Friday, April 15, 2011

The Battle That Dare Not Speak Its Name: 48 Hours in the Life of an Anti-Islamist


Phyllis Chesler

The information is in and I don’t like it one bit. On the other hand, if one remains flexible, realistic, and calm and persists in telling the truth, one may also prevail.

I am talking about the hoops one has to jump through in order to be heard on any subject having to do with Islam.

I am not talking about the Danish Mohammed cartoon controversy, the criminal trials of the heroically determined Dutchman, Geert Wilders, or the unexpectedly great Austrian, Elisabeth Sabaditsch-Wolff. I am not even talking about Lars Hedegaard of the Danish Free Speech Society, who was put on trial for making “racist” statements about Muslims, or Lars Vilks, the Swedish cartoonist, who has required 24-hour protection. I am not even talking about the high-profile and world-class beauty, Aayan Hirsi Ali, the Somali-Dutch-American feminist anti-Islamist. Nor am I talking about Random House’s 2008 decision to renege on its contract to publish “The Jewel of Medina,” a novel about Mohammed’s wife Aisha—and all because a single professor suggested via e-mail that the book “might lead to violence”—or about the Yale University Press 2009 decision to omit the Danish cartoons from a book they published about the Danish cartoon controversy; they did not even bother to tell the author.

No, I am not talking about any of this. I am only talking about what happened to me personally in the course of one 24-48 hour period.

A deservedly popular network radio program asked to interview me—but then begged me to “work with them” because they are being closely monitored in terms of their “Islamic” content. “Please be sure to say something like ‘Many Muslims are moderate,’ or ‘All Muslims are not jihadists.’” I assured him that I usually say these kinds of things anyway because I believe them—but still, a cold wind blew across my grave.

A distinguished American government publication had previously interviewed me at great length and very respectfully about honor killings.

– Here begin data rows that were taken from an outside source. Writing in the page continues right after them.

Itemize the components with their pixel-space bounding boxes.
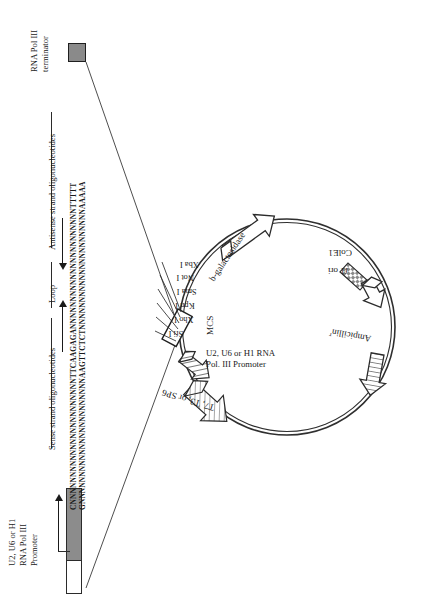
restriction-site-Xba-I: Xba I: [180, 259, 199, 268]
restriction-site-Xho-I: Xho I: [174, 314, 193, 323]
restriction-site-Sfi-I: Sfi I: [169, 328, 184, 337]
restriction-site-Kpn-I: Kpn I: [175, 300, 194, 309]
label-MCS: MCS: [206, 316, 215, 335]
figure-canvas: CNNNNNNNNNNNNNNNNNNNNNNNTTCAAGAGANNNNNNN…: [0, 0, 424, 607]
label-ColE1: ColE1: [329, 248, 352, 257]
label-pol-III-promoter-line2: Pol. III Promoter: [206, 359, 266, 369]
feature-Ampicillin-resistance: [358, 352, 391, 398]
label-pol-III-promoter-line1: U2, U6 or H1 RNA: [206, 348, 275, 358]
label-f1-ori: f1 ori: [328, 266, 348, 275]
plasmid-map: [0, 0, 424, 607]
restriction-site-Sma-I: Sma I: [177, 286, 197, 295]
restriction-site-Not-I: Not I: [176, 272, 193, 281]
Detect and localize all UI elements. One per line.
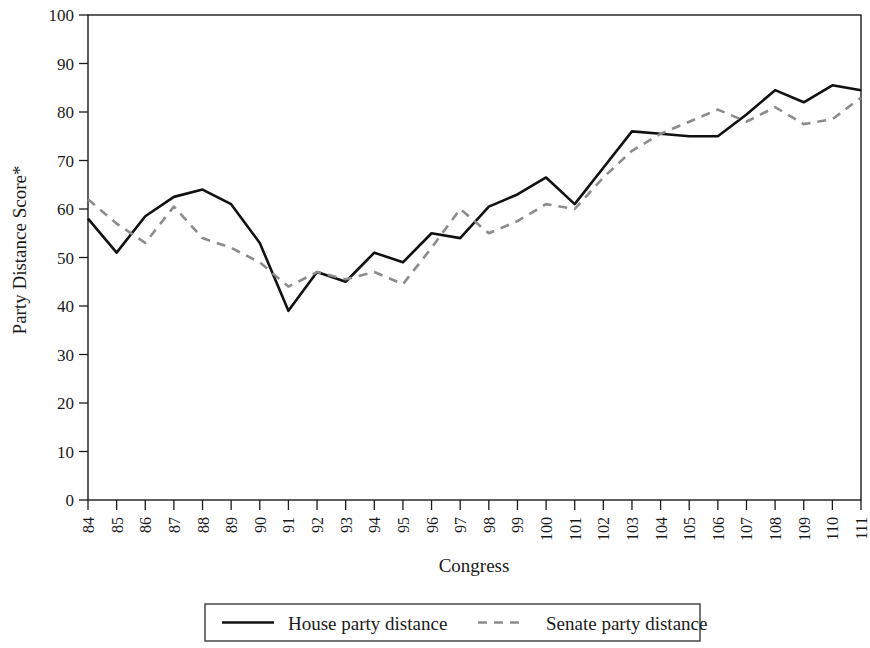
x-tick-label: 108 [767, 517, 784, 541]
y-tick-label: 90 [57, 55, 74, 74]
y-tick-label: 40 [57, 297, 74, 316]
x-tick-label: 89 [223, 517, 240, 533]
legend-label-house: House party distance [288, 613, 447, 634]
x-tick-label: 99 [509, 517, 526, 533]
x-tick-label: 105 [681, 517, 698, 541]
y-axis: 0102030405060708090100 [49, 6, 89, 510]
x-tick-label: 109 [796, 517, 813, 541]
series-line-house [88, 85, 861, 311]
x-tick-label: 102 [595, 517, 612, 541]
x-tick-label: 94 [366, 517, 383, 533]
x-tick-label: 98 [481, 517, 498, 533]
x-axis-title: Congress [439, 555, 510, 576]
x-tick-label: 87 [166, 517, 183, 533]
y-tick-label: 80 [57, 103, 74, 122]
x-tick-label: 100 [538, 517, 555, 541]
x-tick-label: 85 [109, 517, 126, 533]
y-tick-label: 50 [57, 249, 74, 268]
x-tick-label: 110 [824, 517, 841, 540]
x-tick-label: 95 [395, 517, 412, 533]
y-tick-label: 100 [49, 6, 75, 25]
x-tick-label: 90 [252, 517, 269, 533]
x-tick-label: 107 [738, 517, 755, 541]
x-tick-label: 92 [309, 517, 326, 533]
data-series-group [88, 85, 861, 311]
x-axis: 8485868788899091929394959697989910010110… [80, 500, 870, 541]
y-tick-label: 10 [57, 443, 74, 462]
x-tick-label: 91 [280, 517, 297, 533]
y-tick-label: 70 [57, 152, 74, 171]
x-tick-label: 103 [624, 517, 641, 541]
plot-frame [88, 15, 861, 500]
x-tick-label: 97 [452, 517, 469, 533]
x-tick-label: 86 [137, 517, 154, 533]
y-tick-label: 0 [66, 491, 75, 510]
y-tick-label: 30 [57, 346, 74, 365]
x-tick-label: 111 [853, 517, 870, 540]
y-axis-title: Party Distance Score* [9, 166, 30, 335]
x-tick-label: 88 [195, 517, 212, 533]
x-tick-label: 84 [80, 517, 97, 533]
series-line-senate [88, 97, 861, 286]
legend-label-senate: Senate party distance [546, 613, 707, 634]
chart-figure: Party Distance Score* 010203040506070809… [0, 0, 870, 648]
y-tick-label: 60 [57, 200, 74, 219]
y-axis-title-text: Party Distance Score* [9, 166, 30, 335]
x-tick-label: 96 [424, 517, 441, 533]
x-tick-label: 106 [710, 517, 727, 541]
x-tick-label: 101 [567, 517, 584, 541]
chart-legend: House party distanceSenate party distanc… [205, 604, 707, 641]
party-distance-line-chart: Party Distance Score* 010203040506070809… [0, 0, 870, 648]
y-tick-label: 20 [57, 394, 74, 413]
x-tick-label: 93 [338, 517, 355, 533]
x-tick-label: 104 [653, 517, 670, 541]
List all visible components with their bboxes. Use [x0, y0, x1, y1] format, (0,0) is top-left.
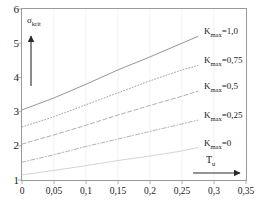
x-tick-label: 0,05: [46, 186, 63, 196]
series-label: Kmax=1,0: [204, 27, 238, 39]
y-tick-label: 6: [3, 4, 19, 15]
series-label: Kmax=0,75: [204, 56, 243, 68]
x-tick-label: 0: [20, 186, 25, 196]
series-label: Kmax=0,5: [204, 82, 238, 94]
y-tick-label: 4: [3, 72, 19, 83]
y-axis-title: σkrit: [27, 16, 41, 28]
x-tick-label: 0,1: [80, 186, 92, 196]
x-tick-label: 0,3: [208, 186, 220, 196]
x-tick-label: 0,15: [110, 186, 127, 196]
y-tick-label: 3: [3, 106, 19, 117]
x-tick-label: 0,25: [174, 186, 191, 196]
y-tick-label: 2: [3, 140, 19, 151]
x-axis-title: Tu: [206, 155, 215, 169]
x-tick-label: 0,2: [144, 186, 156, 196]
series-label: Kmax=0: [204, 139, 231, 151]
x-tick-label: 0,35: [238, 186, 255, 196]
y-tick-label: 5: [3, 38, 19, 49]
chart-figure: σkrit Tu 123456 00,050,10,150,20,250,30,…: [0, 0, 262, 206]
series-label: Kmax=0,25: [204, 111, 243, 123]
y-tick-label: 1: [3, 175, 19, 186]
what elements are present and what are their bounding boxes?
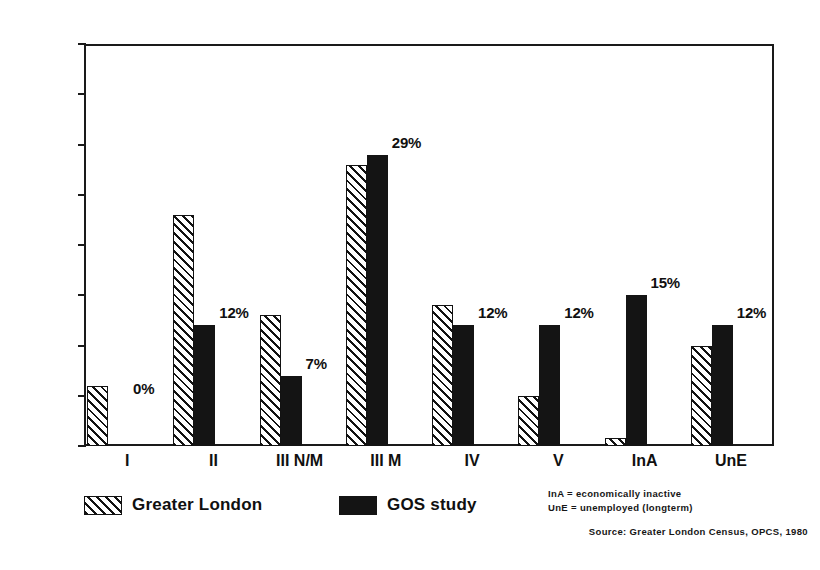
bar-value-label: 7% — [306, 355, 327, 372]
bar-greater-london — [173, 215, 194, 446]
legend-item: Greater London — [84, 495, 262, 515]
bar-group: 0% — [87, 44, 173, 446]
bars-layer: 0%12%7%29%12%12%15%12% — [84, 44, 774, 446]
bar-greater-london — [432, 305, 453, 446]
bar-greater-london — [518, 396, 539, 446]
bar-greater-london — [346, 165, 367, 446]
bar-value-label: 12% — [478, 304, 507, 321]
bar-gos-study — [539, 325, 560, 446]
x-axis-tick-label: II — [209, 452, 218, 470]
bar-gos-study — [367, 155, 388, 446]
footnote-une: UnE = unemployed (longterm) — [548, 501, 808, 515]
legend-swatch-solid-icon — [339, 496, 377, 515]
bar-group: 12% — [518, 44, 604, 446]
bar-value-label: 0% — [133, 380, 154, 397]
bar-group: 29% — [346, 44, 432, 446]
bar-value-label: 15% — [651, 274, 680, 291]
bar-gos-study — [194, 325, 215, 446]
footnote-block: InA = economically inactive UnE = unempl… — [548, 487, 808, 515]
legend-item: GOS study — [339, 495, 477, 515]
x-axis-tick-label: III M — [370, 452, 401, 470]
legend-label: Greater London — [132, 495, 262, 515]
bar-value-label: 29% — [392, 134, 421, 151]
bar-chart-figure: 0510152025303540 0%12%7%29%12%12%15%12% … — [0, 0, 820, 570]
bar-gos-study — [281, 376, 302, 446]
y-axis: 0510152025303540 — [0, 0, 84, 450]
x-axis-tick-label: InA — [632, 452, 658, 470]
x-axis-tick-label: III N/M — [276, 452, 323, 470]
footnote-ina: InA = economically inactive — [548, 487, 808, 501]
bar-gos-study — [712, 325, 733, 446]
bar-greater-london — [605, 438, 626, 446]
bar-greater-london — [260, 315, 281, 446]
x-axis: IIIIII N/MIII MIVVInAUnE — [84, 452, 774, 480]
bar-group: 12% — [432, 44, 518, 446]
bar-gos-study — [626, 295, 647, 446]
bar-group: 12% — [173, 44, 259, 446]
x-axis-tick-label: UnE — [715, 452, 747, 470]
bar-greater-london — [87, 386, 108, 446]
bar-greater-london — [691, 346, 712, 447]
legend-swatch-hatched-icon — [84, 496, 122, 515]
bar-group: 7% — [260, 44, 346, 446]
bar-value-label: 12% — [564, 304, 593, 321]
x-axis-tick-label: V — [553, 452, 564, 470]
bar-value-label: 12% — [219, 304, 248, 321]
bar-value-label: 12% — [737, 304, 766, 321]
bar-group: 15% — [605, 44, 691, 446]
source-note: Source: Greater London Census, OPCS, 198… — [589, 526, 808, 537]
bar-group: 12% — [691, 44, 777, 446]
legend-label: GOS study — [387, 495, 477, 515]
x-axis-tick-label: I — [125, 452, 129, 470]
bar-gos-study — [453, 325, 474, 446]
x-axis-tick-label: IV — [465, 452, 480, 470]
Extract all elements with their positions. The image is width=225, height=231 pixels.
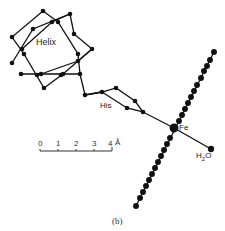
figure-caption: (b) — [112, 216, 123, 226]
water-label: H2O — [196, 152, 211, 162]
histidine-ring — [85, 88, 174, 128]
scale-tick-2: 2 — [74, 139, 78, 148]
histidine-atoms — [100, 86, 146, 115]
helix-atoms — [10, 9, 95, 98]
scale-tick-1: 1 — [56, 139, 60, 148]
helix-label: Helix — [36, 38, 56, 47]
scale-tick-0: 0 — [38, 139, 42, 148]
fe-atom — [170, 124, 178, 132]
scale-tick-4: 4 — [108, 139, 112, 148]
heme-helix-diagram — [0, 0, 225, 231]
water-o: O — [205, 151, 211, 160]
scale-tick-3: 3 — [92, 139, 96, 148]
iron-water-bond — [170, 124, 213, 151]
scale-unit: Å — [115, 138, 120, 147]
his-label: His — [100, 102, 112, 110]
fe-label: Fe — [179, 124, 188, 132]
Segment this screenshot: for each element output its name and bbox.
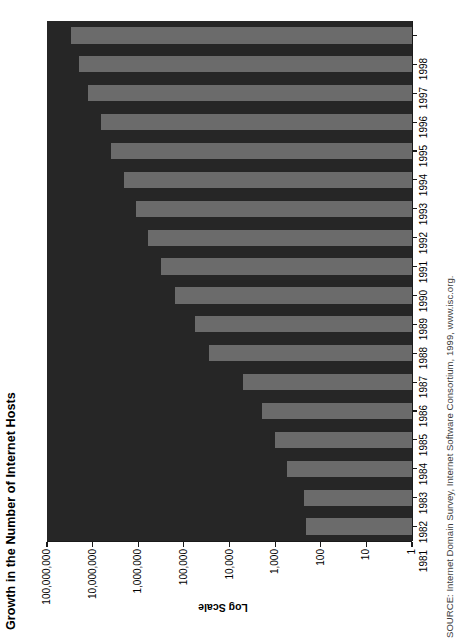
category-tick-label-1988: 1988 — [418, 341, 430, 375]
bar-1994 — [111, 143, 412, 159]
category-tick — [413, 295, 417, 296]
category-tick — [413, 497, 417, 498]
bar-1987 — [209, 345, 412, 361]
bar-row — [47, 56, 412, 72]
bar-row — [47, 518, 412, 534]
category-tick — [413, 439, 417, 440]
bar-1995 — [101, 114, 412, 130]
bar-row — [47, 85, 412, 101]
bar-1990 — [161, 258, 412, 274]
category-tick-label-1997: 1997 — [418, 81, 430, 115]
bar-1984 — [275, 432, 412, 448]
category-axis — [412, 21, 417, 541]
value-tick — [138, 542, 139, 547]
bar-row — [47, 201, 412, 217]
bar-row — [47, 374, 412, 390]
category-tick — [413, 266, 417, 267]
bar-1988 — [195, 316, 412, 332]
category-tick — [413, 353, 417, 354]
value-tick-label-10000000: 10,000,000 — [87, 549, 99, 629]
value-tick-label-10000: 10,000 — [224, 549, 236, 629]
bar-row — [47, 345, 412, 361]
value-tick — [320, 542, 321, 547]
value-tick — [183, 542, 184, 547]
bar-1982 — [304, 490, 412, 506]
bar-1991 — [148, 230, 412, 246]
value-tick-label-100000000: 100,000,000 — [41, 549, 53, 629]
category-tick — [413, 122, 417, 123]
value-tick — [92, 542, 93, 547]
bar-row — [47, 316, 412, 332]
bar-row — [47, 403, 412, 419]
bar-1986 — [243, 374, 412, 390]
bar-1992 — [136, 201, 412, 217]
bar-1989 — [175, 287, 412, 303]
bar-row — [47, 172, 412, 188]
value-tick — [366, 542, 367, 547]
category-tick — [413, 410, 417, 411]
category-tick — [413, 468, 417, 469]
category-tick — [413, 324, 417, 325]
bar-1985 — [262, 403, 412, 419]
bar-1998 — [71, 27, 412, 43]
category-tick — [413, 93, 417, 94]
source-note: SOURCE: Internet Domain Survey, Internet… — [443, 198, 457, 638]
chart-page: Growth in the Number of Internet Hosts L… — [0, 0, 466, 642]
value-tick-label-10: 10 — [360, 549, 372, 629]
bar-1993 — [124, 172, 412, 188]
category-tick-label-1996: 1996 — [418, 110, 430, 144]
plot-area — [47, 21, 412, 541]
category-tick — [413, 150, 417, 151]
value-tick-label-100: 100 — [315, 549, 327, 629]
value-tick-label-1: 1 — [406, 549, 418, 629]
bar-1983 — [287, 461, 412, 477]
bar-row — [47, 432, 412, 448]
bar-row — [47, 461, 412, 477]
category-tick-label-1986: 1986 — [418, 399, 430, 433]
category-tick — [413, 237, 417, 238]
value-axis — [47, 541, 412, 547]
category-tick-label-1998: 1998 — [418, 52, 430, 86]
bar-row — [47, 258, 412, 274]
chart-title: Growth in the Number of Internet Hosts — [2, 300, 20, 630]
bar-row — [47, 114, 412, 130]
bar-row — [47, 230, 412, 246]
category-tick — [413, 35, 417, 36]
bar-row — [47, 287, 412, 303]
category-tick-label-1985: 1985 — [418, 428, 430, 462]
category-tick — [413, 526, 417, 527]
bar-row — [47, 490, 412, 506]
bar-1996 — [88, 85, 412, 101]
value-tick — [411, 542, 412, 547]
bar-1997 — [79, 56, 412, 72]
category-tick — [413, 382, 417, 383]
category-tick — [413, 208, 417, 209]
value-tick — [229, 542, 230, 547]
category-tick-label-1987: 1987 — [418, 370, 430, 404]
value-tick-label-1000: 1,000 — [269, 549, 281, 629]
category-tick — [413, 179, 417, 180]
value-tick-label-100000: 100,000 — [178, 549, 190, 629]
bar-row — [47, 143, 412, 159]
value-tick — [275, 542, 276, 547]
bar-row — [47, 27, 412, 43]
value-tick-label-1000000: 1,000,000 — [132, 549, 144, 629]
category-tick-label-1994: 1994 — [418, 168, 430, 202]
value-tick — [46, 542, 47, 547]
category-tick-label-1995: 1995 — [418, 139, 430, 173]
bar-1981 — [306, 518, 412, 534]
category-tick — [413, 64, 417, 65]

The editors ultimately asked me to participate in a debate about whether coverage of honor killings in the West “stigmatizes” Muslims. I said it did not—that if anyone was “stigmatized” it was Hindus, whose India-based honor killings are covered by the same American mainstream media which will not cover Muslim honor killings in America. Guess what? When they sent me the final version for my approval I saw that they had dropped the word “Muslim” before “honor killings” and had added a sentence that softened what I had to say about such Muslim-on-Muslim crimes. I immediately re-inserted the word “Muslim” and hope that the piece sees the light of day as I wrote it.

I believe it will. I did not raise my voice or lose patience. Calmly but firmly, I re-inserted my own words and once more explained why they were logically necessary.

But I did wonder: To what extent have the Saudis bought up our government media? Or are the same-old-same-old “politically correct” speech code censorship regulations operating behind the scenes without benefit of legislation?

Finally, on the same day, a magazine commissioned me to write a piece about honor killings but the editor asked me to “try to be balanced so that his bosses will approve the piece more easily.” I pointed out that it was an opinion piece, not a news item. I wrote the piece. It is slated to run—but alongside a piece which will oppose my point of view.

The message is clear: Either steer clear of all Muslim subjects or write only positive things about Islam. At the very least, be prepared to have a companion piece which differs from your own, not in the next issue, but right alongside you, speaking over you, as you speak. Be prepared to have to “debate” as the price for being able to present your own arguments.